Rock art, Ballynakilly, Co. Kerry
Co. Kerry |
Settlement Sites
Sitting in the middle of an ordinary improved pasture field on a north-west-facing slope in County Kerry, a sandstone boulder just under two metres tall carries markings that are thousands of years old.
It is not a dramatic monument ringed by interpretation boards; it is simply there, a large fractured stone with the Atlantic visible to the north between Drung Hill and Droum, and the Coomasaharn mountains rising to the west. What makes it quietly remarkable is the density and variety of what has been pecked and grooved into its surface across three distinct decorated faces.
The vocabulary of motifs belongs to the tradition of prehistoric Atlantic rock art, a broad corpus of abstract carving found across Ireland, Britain, and Atlantic Europe, generally dated to the Neolithic and early Bronze Age periods. Cup-and-ring marks, the most recognisable form, consist of a small circular depression, the cup, enclosed by one or more concentric rings carved into the rock surface. At Ballynakilly, the main concentration sits close to ground level on the north-east side of the north-west-facing aspect. Here, two cross-and-ring motifs, each a simple incised cross enclosed within a circular ring, are connected to one another by a linear groove, and a second groove links them onward to a cup-and-two-ring motif, creating a kind of visual chain across the stone. A penannular ring, meaning a ring left deliberately open at one point rather than closed, sits just three centimetres to the north of that grouping. The flat top of the boulder carries a further pair of cup-and-two-ring motifs aligned north to south, while the south-east-facing side bears two long curvilinear grooves sweeping across its lower surface. Some of the linear grooves cutting across the rings appear relatively fresh and may be modern additions, a complication that is not unusual on sites that have sat in agricultural land for centuries.
The boulder is accessible within a working pasture field, so the motifs close to ground level require crouching to examine properly. The weathering means the carvings are legible rather than vivid; a low, raking light, such as that on an overcast day or in the slanted sun of early morning or late afternoon, tends to bring out shallow relief carving far more effectively than direct overhead light.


• _WORK TO COMPLETE_
Below are the records; copy each line in which "engagement" can be found.

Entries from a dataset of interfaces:
=== Section Start ===

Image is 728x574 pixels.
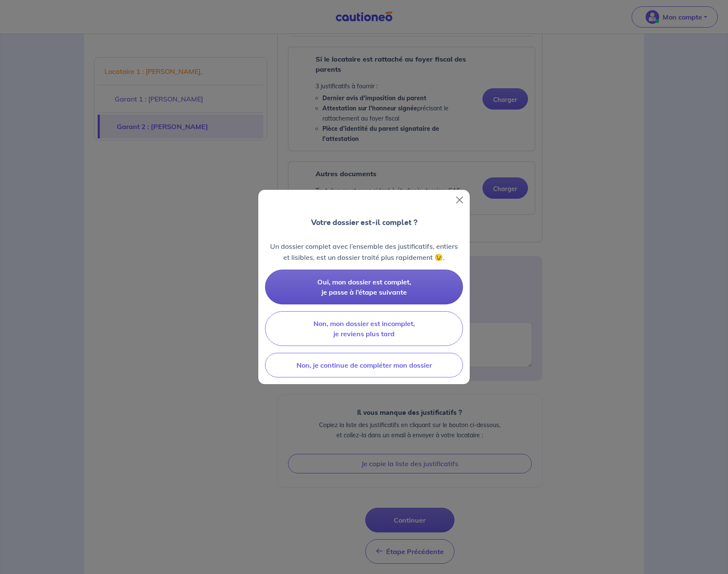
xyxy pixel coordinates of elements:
p: Votre dossier est-il complet ? [310,217,418,228]
button: Non, je continue de compléter mon dossier [265,353,463,377]
span: Oui, mon dossier est complet, je passe à l’étape suivante [317,278,411,296]
p: Un dossier complet avec l’ensemble des justificatifs, entiers et lisibles, est un dossier traité ... [265,240,463,263]
span: Non, mon dossier est incomplet, je reviens plus tard [313,319,415,337]
span: Non, je continue de compléter mon dossier [296,361,432,369]
button: Oui, mon dossier est complet, je passe à l’étape suivante [265,270,463,304]
button: Non, mon dossier est incomplet, je reviens plus tard [265,311,463,345]
button: Close [453,193,466,207]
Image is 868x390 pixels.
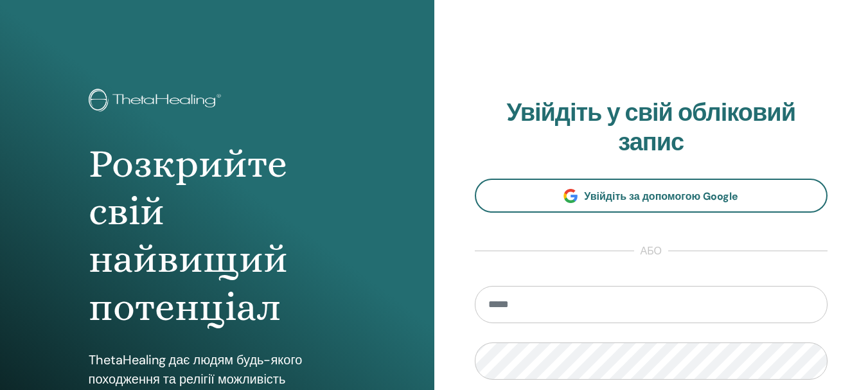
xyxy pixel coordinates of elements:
a: Увійдіть за допомогою Google [475,179,828,213]
h1: Розкрийте свій найвищий потенціал [89,140,346,331]
span: або [634,243,668,259]
span: Увійдіть за допомогою Google [584,190,738,203]
h2: Увійдіть у свій обліковий запис [475,98,828,157]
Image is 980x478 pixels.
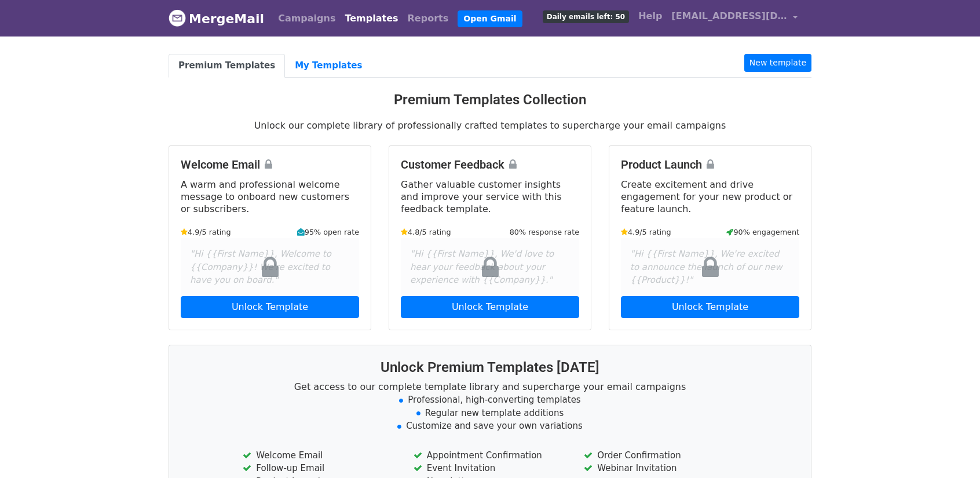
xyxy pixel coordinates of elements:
[401,158,579,172] h4: Customer Feedback
[183,420,797,433] li: Customize and save your own variations
[297,227,359,237] small: 95% open rate
[183,359,797,376] h3: Unlock Premium Templates [DATE]
[340,7,402,30] a: Templates
[183,406,797,420] li: Regular new template additions
[414,462,566,475] li: Event Invitation
[667,5,802,32] a: [EMAIL_ADDRESS][DOMAIN_NAME]
[273,7,340,30] a: Campaigns
[458,11,522,27] a: Open Gmail
[744,54,811,72] a: New template
[180,158,359,172] h4: Welcome Email
[621,158,799,172] h4: Product Launch
[180,227,231,237] small: 4.9/5 rating
[242,449,395,463] li: Welcome Email
[180,238,359,296] div: "Hi {{First Name}}, Welcome to {{Company}}! We're excited to have you on board."
[168,120,811,132] p: Unlock our complete library of professionally crafted templates to supercharge your email campaigns
[168,54,285,78] a: Premium Templates
[183,394,797,406] li: Professional, high-converting templates
[584,462,736,475] li: Webinar Invitation
[538,5,633,28] a: Daily emails left: 50
[414,449,566,463] li: Appointment Confirmation
[180,296,359,318] a: Unlock Template
[633,5,667,28] a: Help
[168,92,811,108] h3: Premium Templates Collection
[401,296,579,318] a: Unlock Template
[242,462,395,475] li: Follow-up Email
[510,227,579,237] small: 80% response rate
[401,238,579,296] div: "Hi {{First Name}}, We'd love to hear your feedback about your experience with {{Company}}."
[671,9,787,23] span: [EMAIL_ADDRESS][DOMAIN_NAME]
[403,7,454,30] a: Reports
[621,227,671,237] small: 4.9/5 rating
[726,227,799,237] small: 90% engagement
[621,238,799,296] div: "Hi {{First Name}}, We're excited to announce the launch of our new {{Product}}!"
[584,449,736,463] li: Order Confirmation
[542,11,629,23] span: Daily emails left: 50
[401,178,579,215] p: Gather valuable customer insights and improve your service with this feedback template.
[285,54,371,78] a: My Templates
[180,178,359,215] p: A warm and professional welcome message to onboard new customers or subscribers.
[168,9,186,27] img: MergeMail logo
[401,227,451,237] small: 4.8/5 rating
[183,380,797,393] p: Get access to our complete template library and supercharge your email campaigns
[168,7,264,31] a: MergeMail
[621,296,799,318] a: Unlock Template
[621,178,799,215] p: Create excitement and drive engagement for your new product or feature launch.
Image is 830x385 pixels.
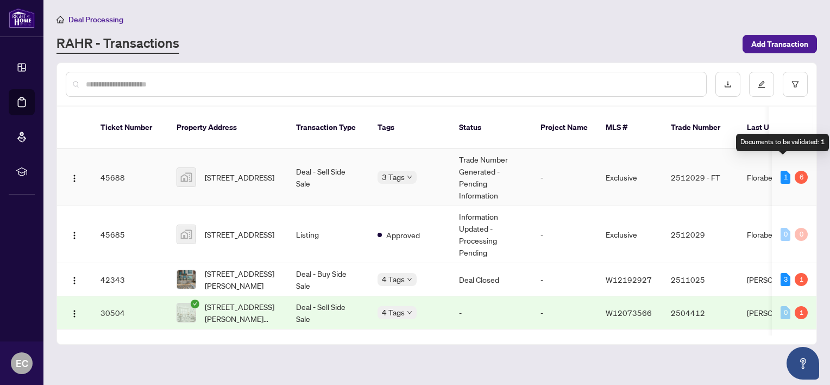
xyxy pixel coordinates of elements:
button: filter [783,72,808,97]
span: 4 Tags [382,273,405,285]
td: Florabelle Tabije [739,206,820,263]
div: 1 [795,306,808,319]
span: [STREET_ADDRESS][PERSON_NAME][PERSON_NAME] [205,334,279,358]
th: Ticket Number [92,107,168,149]
button: Add Transaction [743,35,817,53]
img: thumbnail-img [177,168,196,186]
td: [PERSON_NAME] [739,329,820,363]
img: thumbnail-img [177,303,196,322]
td: 2511025 [663,263,739,296]
img: thumbnail-img [177,270,196,289]
th: Project Name [532,107,597,149]
td: - [532,206,597,263]
span: down [407,277,413,282]
td: Deal - Buy Side Sale [288,263,369,296]
img: Logo [70,174,79,183]
span: [STREET_ADDRESS][PERSON_NAME][PERSON_NAME] [205,301,279,324]
td: Trade Number Generated - Pending Information [451,149,532,206]
span: Deal Processing [68,15,123,24]
td: 2512029 [663,206,739,263]
td: Listing [288,206,369,263]
td: 45688 [92,149,168,206]
button: Logo [66,304,83,321]
span: 3 Tags [382,171,405,183]
div: 3 [781,273,791,286]
span: home [57,16,64,23]
td: 30077 [92,329,168,363]
div: 6 [795,171,808,184]
td: Deal Closed [451,263,532,296]
img: thumbnail-img [177,225,196,243]
div: 0 [781,306,791,319]
div: 0 [781,228,791,241]
td: - [532,263,597,296]
span: W12073566 [606,308,652,317]
th: Last Updated By [739,107,820,149]
td: Information Updated - Processing Pending [451,206,532,263]
span: [STREET_ADDRESS] [205,171,274,183]
span: EC [16,355,28,371]
th: Status [451,107,532,149]
th: MLS # [597,107,663,149]
span: Add Transaction [752,35,809,53]
th: Trade Number [663,107,739,149]
button: Open asap [787,347,820,379]
div: 0 [795,228,808,241]
span: [STREET_ADDRESS] [205,228,274,240]
td: [PERSON_NAME] [739,296,820,329]
span: download [725,80,732,88]
div: 1 [795,273,808,286]
td: 2504412 [663,329,739,363]
td: Listing [288,329,369,363]
span: Exclusive [606,172,638,182]
td: Florabelle Tabije [739,149,820,206]
button: Logo [66,226,83,243]
button: edit [750,72,775,97]
td: 2504412 [663,296,739,329]
th: Tags [369,107,451,149]
td: - [532,296,597,329]
td: Deal - Sell Side Sale [288,296,369,329]
th: Transaction Type [288,107,369,149]
span: check-circle [191,299,199,308]
button: Logo [66,271,83,288]
span: Exclusive [606,229,638,239]
img: Logo [70,309,79,318]
button: Logo [66,168,83,186]
a: RAHR - Transactions [57,34,179,54]
span: Approved [386,229,420,241]
button: download [716,72,741,97]
td: 30504 [92,296,168,329]
span: [STREET_ADDRESS][PERSON_NAME] [205,267,279,291]
img: Logo [70,276,79,285]
span: W12192927 [606,274,652,284]
td: - [532,329,597,363]
td: - [451,296,532,329]
div: 1 [781,171,791,184]
span: down [407,310,413,315]
td: - [451,329,532,363]
span: filter [792,80,800,88]
img: Logo [70,231,79,240]
td: [PERSON_NAME] [739,263,820,296]
div: Documents to be validated: 1 [736,134,829,151]
img: logo [9,8,35,28]
td: 45685 [92,206,168,263]
th: Property Address [168,107,288,149]
span: down [407,174,413,180]
td: 2512029 - FT [663,149,739,206]
span: 4 Tags [382,306,405,319]
span: edit [758,80,766,88]
td: Deal - Sell Side Sale [288,149,369,206]
td: 42343 [92,263,168,296]
td: - [532,149,597,206]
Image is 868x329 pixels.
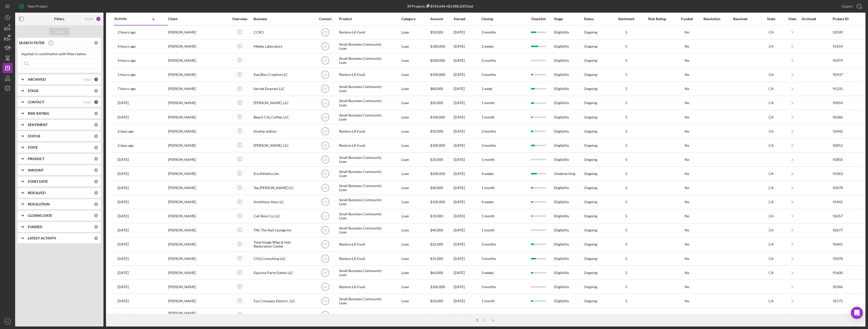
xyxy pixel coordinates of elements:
div: 5 [614,86,639,90]
text: CC [323,200,328,204]
div: 5 [614,44,639,48]
time: 2025-10-09 05:04 [117,200,129,204]
div: Activity [114,16,136,20]
div: Restore LA Fund [339,125,390,138]
div: Business [253,17,304,21]
div: CA [760,242,781,246]
div: Eligibility [554,209,578,223]
text: CC [323,214,328,218]
div: [DATE] [453,153,476,166]
div: Resolved [733,17,756,21]
div: Project ID [832,17,853,21]
div: 5 [614,115,639,119]
span: $40,000 [430,186,443,190]
div: Small Business Community Loan [339,223,390,237]
div: CA [760,101,781,105]
div: Restore LA Fund [339,26,390,39]
div: No [675,72,698,77]
div: 5 [614,214,639,218]
div: [PERSON_NAME] [168,82,218,95]
div: Eligibility [554,26,578,39]
span: $200,000 [430,171,445,176]
div: Ongoing [584,101,597,105]
div: [DATE] [453,26,476,39]
div: Loan [401,26,425,39]
div: Ongoing [584,228,597,232]
div: 0 [94,122,99,127]
div: [PERSON_NAME], LLC [253,96,304,110]
div: 5 [614,129,639,134]
div: Clear [83,100,91,104]
div: 5 [614,157,639,161]
div: Underwriting [554,167,578,180]
div: Risk Rating [644,17,669,21]
div: 0 [94,111,99,116]
span: $25,000 [430,242,443,246]
div: CA [760,228,781,232]
span: $100,000 [430,72,445,77]
b: LATEST ACTIVITY [28,236,56,240]
div: 5 [614,200,639,204]
div: Export [842,2,853,11]
div: CA [760,186,781,190]
div: Status [584,17,608,21]
time: 2025-10-14 17:00 [117,86,135,90]
div: Ongoing [584,143,597,147]
div: [PERSON_NAME] [168,40,218,53]
b: STATUS [28,134,41,138]
time: 1 month [481,213,495,218]
time: 2 months [481,58,496,63]
button: New Project [15,2,52,11]
div: Loan [401,138,425,152]
div: 0 [94,191,99,195]
div: [PERSON_NAME] [168,138,218,152]
time: 3 months [481,129,496,134]
time: 2025-10-14 20:02 [117,44,135,48]
div: 1 [94,100,99,104]
text: CC [323,158,328,161]
text: CC [323,31,328,34]
div: Small Business Community Loan [339,111,390,124]
div: CA [760,129,781,134]
div: [PERSON_NAME] [168,54,218,68]
div: Ongoing [584,200,597,204]
div: [PERSON_NAME] [168,96,218,110]
div: [DATE] [453,82,476,95]
div: Apply [55,28,64,35]
div: Small Business Community Loan [339,54,390,68]
text: CC [323,101,328,105]
div: [PERSON_NAME] [168,209,218,223]
text: CC [323,129,328,133]
time: 4 weeks [481,200,494,204]
div: Ambitious Ales LLC [253,195,304,208]
div: 0 [94,89,99,93]
b: SEARCH FILTER [19,41,44,45]
div: 91941 [832,195,853,208]
div: Ongoing [584,186,597,190]
time: 2025-10-10 19:28 [117,172,129,176]
div: No [675,30,698,34]
time: 2025-10-09 23:49 [117,186,129,190]
div: 0 [94,168,99,173]
div: 0 [94,202,99,206]
div: Loan [401,182,425,195]
time: 3 months [481,143,496,147]
button: Export [837,2,865,11]
div: 0 [94,225,99,229]
div: Archived [801,17,826,21]
div: No [675,172,698,176]
div: 91963 [832,167,853,180]
div: [PERSON_NAME] [168,153,218,166]
div: 5 [614,72,639,77]
div: Amount [430,17,449,21]
div: Funded [675,17,698,21]
div: Ongoing [584,86,597,90]
div: Zoe Bios Creative LLC [253,68,304,81]
time: 3 months [481,72,496,77]
div: Clear [83,77,91,81]
time: 2025-10-13 18:00 [117,115,129,119]
time: 1 week [481,86,492,90]
div: Resolution [703,17,728,21]
div: No [675,157,698,161]
div: [PERSON_NAME] [168,167,218,180]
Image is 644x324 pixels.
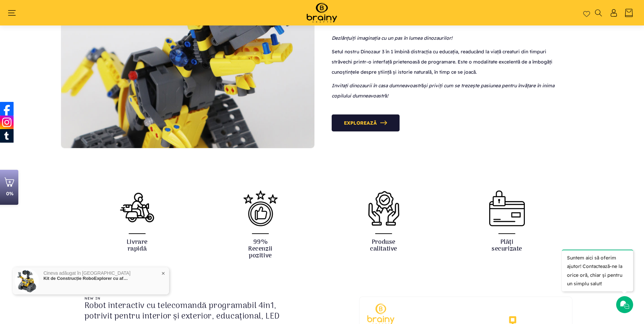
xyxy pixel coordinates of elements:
span: ✕ [161,271,166,276]
a: Explorează [332,115,400,132]
p: Suntem aici să oferim ajutor! Contactează-ne la orice oră, chiar și pentru un simplu salut! [562,250,634,292]
p: ă ă [332,81,567,101]
h2: Robot interactiv cu telecomandă programabil 4in1, potrivit pentru interior și exterior, educațion... [85,301,304,322]
p: Cineva adăugat în [GEOGRAPHIC_DATA] [43,271,131,276]
em: și priviți cum se trezește pasiunea pentru învățare în inima copilului dumneavoastr [332,82,555,99]
img: Kit de Construcție RoboExplorer cu afișaj electronic Programabil 3-in-1 RC & App - iM.Master (8060) [14,269,39,293]
p: Setul nostru Dinozaur 3 în 1 îmbină distracția cu educația, readucând la viață creaturi din timpu... [332,47,567,77]
summary: Meniu [11,9,20,17]
h3: 99% Recenzii pozitive [242,234,279,259]
h3: Livrare rapidă [119,234,155,253]
h3: Produse calitative [366,234,402,253]
summary: Căutați [595,9,603,17]
a: Wishlist page link [584,9,590,16]
a: Kit de Construcție RoboExplorer cu afișaj electronic Programabil 3-in-1 RC & App - iM.Master (8060) [43,276,128,281]
p: NEW IN [85,297,325,301]
em: Invitați dinozaurii în casa dumneavoastr [332,82,421,88]
img: Brainy Crafts [300,2,344,24]
em: ! [387,93,388,99]
h3: Plăți securizate [489,234,525,253]
img: Chat icon [620,300,630,310]
em: Dezlănțuiți imaginația cu un pas în lumea dinozaurilor! [332,35,453,41]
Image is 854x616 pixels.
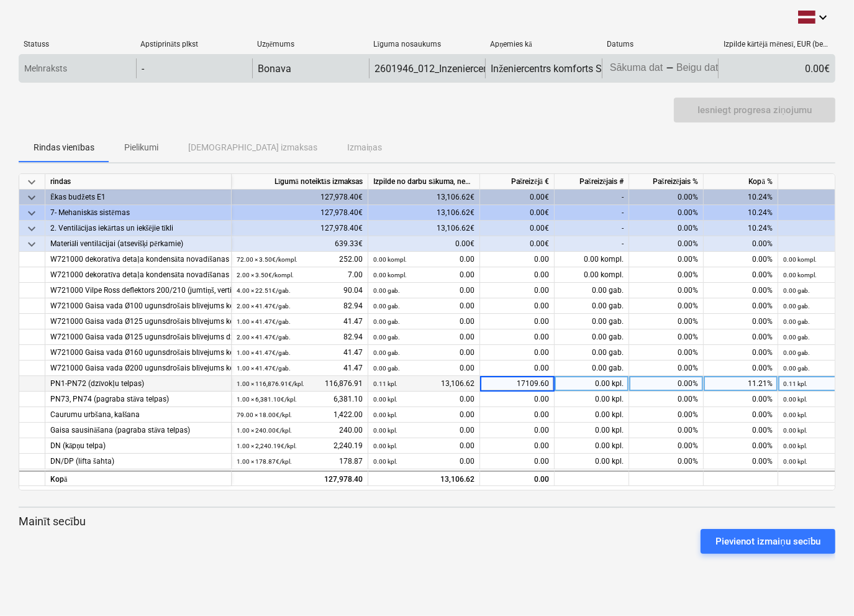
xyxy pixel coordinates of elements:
[481,392,555,407] div: 0.00
[237,267,363,282] div: 7.00
[490,40,597,49] div: Apņemies kā
[555,360,630,376] div: 0.00 gab.
[237,407,363,423] div: 1,422.00
[555,236,630,251] div: -
[373,345,475,360] div: 0.00
[724,40,831,49] div: Izpilde kārtējā mēnesī, EUR (bez PVN)
[50,314,226,329] div: W721000 Gaisa vada Ø125 ugunsdrošais blīvejums keramzītbetona bloku sienā 150mm, , [GEOGRAPHIC_DATA]
[481,423,555,438] div: 0.00
[373,314,475,329] div: 0.00
[374,40,481,49] div: Līguma nosaukums
[369,174,481,189] div: Izpilde no darbu sākuma, neskaitot kārtējā mēneša izpildi
[232,236,369,251] div: 639.33€
[258,63,291,75] div: Bonava
[555,314,630,329] div: 0.00 gab.
[630,251,704,267] div: 0.00%
[784,365,810,372] small: 0.00 gab.
[630,298,704,314] div: 0.00%
[373,334,400,340] small: 0.00 gab.
[373,412,398,418] small: 0.00 kpl.
[237,298,363,314] div: 82.94
[555,423,630,438] div: 0.00 kpl.
[555,205,630,220] div: -
[373,298,475,314] div: 0.00
[373,256,407,263] small: 0.00 kompl.
[630,189,704,205] div: 0.00%
[784,287,810,294] small: 0.00 gab.
[237,329,363,345] div: 82.94
[24,221,39,236] span: keyboard_arrow_down
[630,174,704,189] div: Pašreizējais %
[237,423,363,438] div: 240.00
[630,329,704,345] div: 0.00%
[704,329,779,345] div: 0.00%
[555,174,630,189] div: Pašreizējais #
[237,349,291,356] small: 1.00 × 41.47€ / gab.
[704,251,779,267] div: 0.00%
[373,376,475,392] div: 13,106.62
[237,271,294,278] small: 2.00 × 3.50€ / kompl.
[630,282,704,298] div: 0.00%
[784,349,810,356] small: 0.00 gab.
[704,454,779,469] div: 0.00%
[630,236,704,251] div: 0.00%
[481,454,555,469] div: 0.00
[666,65,674,72] div: -
[46,174,232,189] div: rindas
[369,236,481,251] div: 0.00€
[237,376,363,392] div: 116,876.91
[716,533,821,549] div: Pievienot izmaiņu secību
[237,251,363,267] div: 252.00
[704,392,779,407] div: 0.00%
[373,458,398,465] small: 0.00 kpl.
[258,40,364,49] div: Uzņēmums
[50,298,226,314] div: W721000 Gaisa vada Ø100 ugunsdrošais blīvejums keramzītbetona bloku sienā 150mm, , [GEOGRAPHIC_DATA]
[555,329,630,345] div: 0.00 gab.
[784,458,808,465] small: 0.00 kpl.
[704,220,779,236] div: 10.24%
[369,189,481,205] div: 13,106.62€
[19,514,835,529] p: Mainīt secību
[704,236,779,251] div: 0.00%
[373,251,475,267] div: 0.00
[555,345,630,360] div: 0.00 gab.
[232,205,369,220] div: 127,978.40€
[373,282,475,298] div: 0.00
[50,423,226,438] div: Gaisa sausināšana (pagraba stāva telpas)
[373,423,475,438] div: 0.00
[555,282,630,298] div: 0.00 gab.
[704,267,779,282] div: 0.00%
[237,443,297,450] small: 1.00 × 2,240.19€ / kpl.
[237,360,363,376] div: 41.47
[630,220,704,236] div: 0.00%
[704,376,779,392] div: 11.21%
[50,407,226,423] div: Caurumu urbšana, kalšana
[481,174,555,189] div: Pašreizējā €
[373,392,475,407] div: 0.00
[784,381,808,387] small: 0.11 kpl.
[373,407,475,423] div: 0.00
[784,412,808,418] small: 0.00 kpl.
[232,189,369,205] div: 127,978.40€
[46,470,232,486] div: Kopā
[50,220,226,236] div: 2. Ventilācijas iekārtas un iekšējie tīkli
[630,407,704,423] div: 0.00%
[24,175,39,189] span: keyboard_arrow_down
[630,360,704,376] div: 0.00%
[369,220,481,236] div: 13,106.62€
[50,236,226,251] div: Materiāli ventilācijai (atsevišķi pērkamie)
[481,251,555,267] div: 0.00
[701,529,835,554] button: Pievienot izmaiņu secību
[784,443,808,450] small: 0.00 kpl.
[630,205,704,220] div: 0.00%
[237,472,363,488] div: 127,978.40
[704,174,779,189] div: Kopā %
[630,345,704,360] div: 0.00%
[704,314,779,329] div: 0.00%
[718,59,835,78] div: 0.00€
[481,329,555,345] div: 0.00
[704,345,779,360] div: 0.00%
[24,237,39,251] span: keyboard_arrow_down
[50,205,226,220] div: 7- Mehaniskās sistēmas
[674,59,732,77] input: Beigu datums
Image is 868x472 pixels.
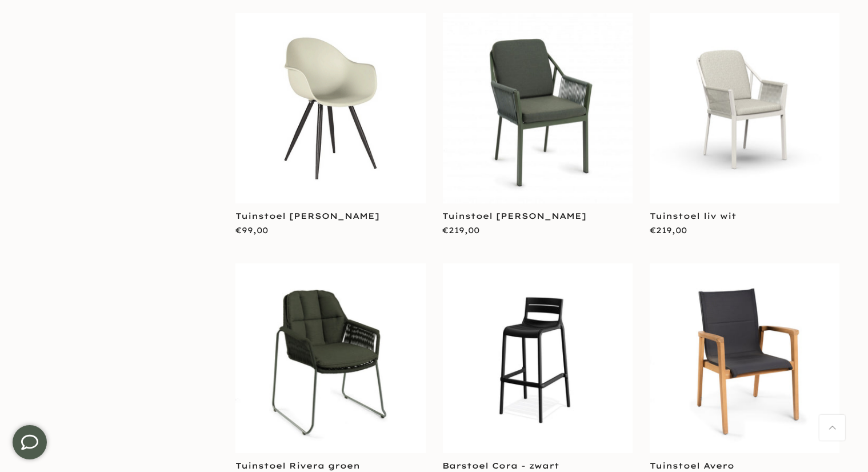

=== Section End ===

• _EXERCISE SOLUTION_
[726,227,799,237] small: 90% engagement
[621,178,799,215] p: Create excitement and drive engagement for your new product or feature launch.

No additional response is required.